Twelve Days in Viet Nam by Alex Liazos | Books in Review

Alex Liazos’s Twelve Days in Viet Nam: The Life and Death of Nicholas Conaxis (238 pp.,  $14, paper) is a tribute to a young soldier from eastern Massachusetts who was drafted into the Army and who died in Vietnam in on May 5, 1968. As the title indicates, he had arrived in Vietnam just twelve days before.

As Liazos shows, Nicholas Conaxis’s twenty years were not easy ones. He came from a poor family and from age one lived in several foster homes. Still, he came through that rough childhood as a friendly, admired, intelligent young man who wrote unusually observant letters to young friends, family members, and a teacher. The letters are the best part of the book.

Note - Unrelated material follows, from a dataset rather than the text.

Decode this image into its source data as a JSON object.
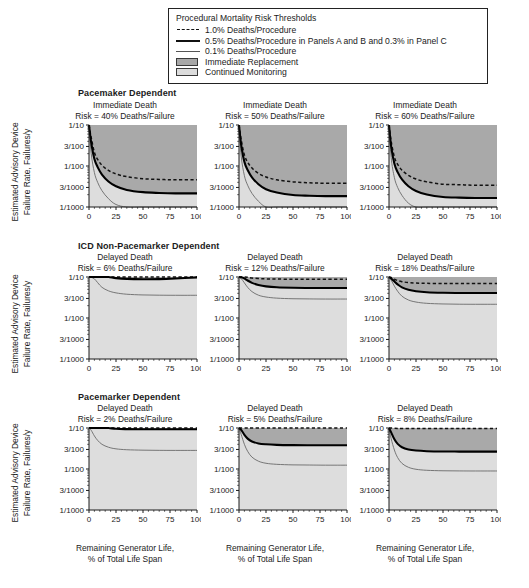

Conaxis, who served in Vietnam with the 4th Infantry Division’s A Battery, 6th Battalion, 29th Artillery, was opposed to the war, got drafted, questioned military practices and foreign policy, and sympathized with the Vietnamese. He was killed in an ambush in the Central Highlands.

Much of the book is about Conaxis’s life before the Army and tells a great deal about the foster care system, along with personal details of the young man’s life and the observations of the author.

Nick Conaxis’s teen-age experiences, including hitchhiking to California, and his responses to Army life—as well as his initial impressions of Vietnam and the war—should resonate with many Vietnam veterans today.

That includes this passage from a letter he wrote to his friend Bill Beckler: “I’m currently at Pleiku and war becomes a stark reality of piercing fear and unmitigated discomfort. The agony of human suffering can only be comprehended after a direct involvement. Vivid stories by wounded G.I.’s inspire awe and then a deep feeling of sympathy for the wounded and dead.”

Alex Liazos found and interviewed more than fifty people who had known his subject, including some Army buddies. His research is careful and as thorough as he could be forty years after the man’s death. The author, a retired sociology professor, was born in Albania and was separated from his own family for many years. He acknowledges in the book that he identifies closely with his subject’s youth.